Chinese steps up over food risks
The stories are grim reading but show China’s usually strict censors are allowing the press more latitude to help it monitor a food industry long riddled with problems.
The central government has been cautiously encouraging a sudden burst in food safety muckraking.
That’s in contrast to before the new food safety campaign, when local officials would delay or quash reporting on food safety, or the provincial government had to give permission for coverage of food scandals, said Peter Leedham, a China-based food testing executive.
“It was very tightly controlled. That seems to have gone now. There’s much more openness,” said Leedham, the managing director of Eurofins Technology Service in Suzhou.
Few think the looser controls on food reporting signal a broader reform of Chinese media, which remains strictly controlled by the ruling Communist Party. Blogging and publishing are also muzzled, and those who challenge the government risk being harassed or detained. Some, like the writer and Nobel Peace Prize winner Liu Xiaobo, have been convicted of inciting to subvert state power for their dissident writings.
Liu is currently serving an 11-year prison term.
Chang Ping, a former columnist fired from the gutsy Southern Metropolis Weekly for his critiques, said reporters have long had a freer hand on food troubles as long as they portray them as isolated rather, than systemic problems.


## Task statement:
Scan the listing below for the word "points" and copy every line where it occurs.

## Input data:

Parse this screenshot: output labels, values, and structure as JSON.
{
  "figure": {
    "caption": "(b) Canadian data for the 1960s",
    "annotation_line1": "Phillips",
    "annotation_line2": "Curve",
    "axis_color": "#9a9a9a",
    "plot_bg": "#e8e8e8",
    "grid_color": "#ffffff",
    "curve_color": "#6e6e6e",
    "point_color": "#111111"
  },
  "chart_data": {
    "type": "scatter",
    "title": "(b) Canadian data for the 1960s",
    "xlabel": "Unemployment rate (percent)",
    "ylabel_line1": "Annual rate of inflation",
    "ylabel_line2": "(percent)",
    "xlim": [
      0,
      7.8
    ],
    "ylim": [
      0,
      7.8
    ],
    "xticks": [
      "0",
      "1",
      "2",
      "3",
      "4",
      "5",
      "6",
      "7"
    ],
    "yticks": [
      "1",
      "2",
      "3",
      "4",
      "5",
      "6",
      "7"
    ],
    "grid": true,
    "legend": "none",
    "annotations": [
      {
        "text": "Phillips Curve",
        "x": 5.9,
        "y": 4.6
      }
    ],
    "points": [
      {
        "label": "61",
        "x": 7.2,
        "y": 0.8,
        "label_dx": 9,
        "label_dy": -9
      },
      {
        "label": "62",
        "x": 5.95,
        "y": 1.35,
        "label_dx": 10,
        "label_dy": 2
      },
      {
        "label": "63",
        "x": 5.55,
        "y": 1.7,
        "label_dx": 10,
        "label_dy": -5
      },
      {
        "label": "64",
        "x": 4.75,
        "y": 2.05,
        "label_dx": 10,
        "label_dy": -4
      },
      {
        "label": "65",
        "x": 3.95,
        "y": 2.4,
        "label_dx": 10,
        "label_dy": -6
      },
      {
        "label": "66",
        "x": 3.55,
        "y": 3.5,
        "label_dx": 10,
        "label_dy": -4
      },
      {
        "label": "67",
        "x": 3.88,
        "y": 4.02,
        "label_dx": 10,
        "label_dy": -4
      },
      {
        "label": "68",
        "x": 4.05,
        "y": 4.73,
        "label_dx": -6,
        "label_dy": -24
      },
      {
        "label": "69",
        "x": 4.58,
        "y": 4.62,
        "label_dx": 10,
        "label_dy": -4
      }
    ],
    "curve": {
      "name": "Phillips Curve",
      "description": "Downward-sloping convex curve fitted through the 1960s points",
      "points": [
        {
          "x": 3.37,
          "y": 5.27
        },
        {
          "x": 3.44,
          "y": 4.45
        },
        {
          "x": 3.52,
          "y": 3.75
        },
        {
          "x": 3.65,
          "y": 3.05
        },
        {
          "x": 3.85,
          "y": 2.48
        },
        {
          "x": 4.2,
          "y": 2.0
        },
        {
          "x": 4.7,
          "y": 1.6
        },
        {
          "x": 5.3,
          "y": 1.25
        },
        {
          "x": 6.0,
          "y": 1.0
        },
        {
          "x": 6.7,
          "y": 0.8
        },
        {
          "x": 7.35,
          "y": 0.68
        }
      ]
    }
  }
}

## Result for this task:
    "points": [
      "description": "Downward-sloping convex curve fitted through the 1960s points",
      "points": [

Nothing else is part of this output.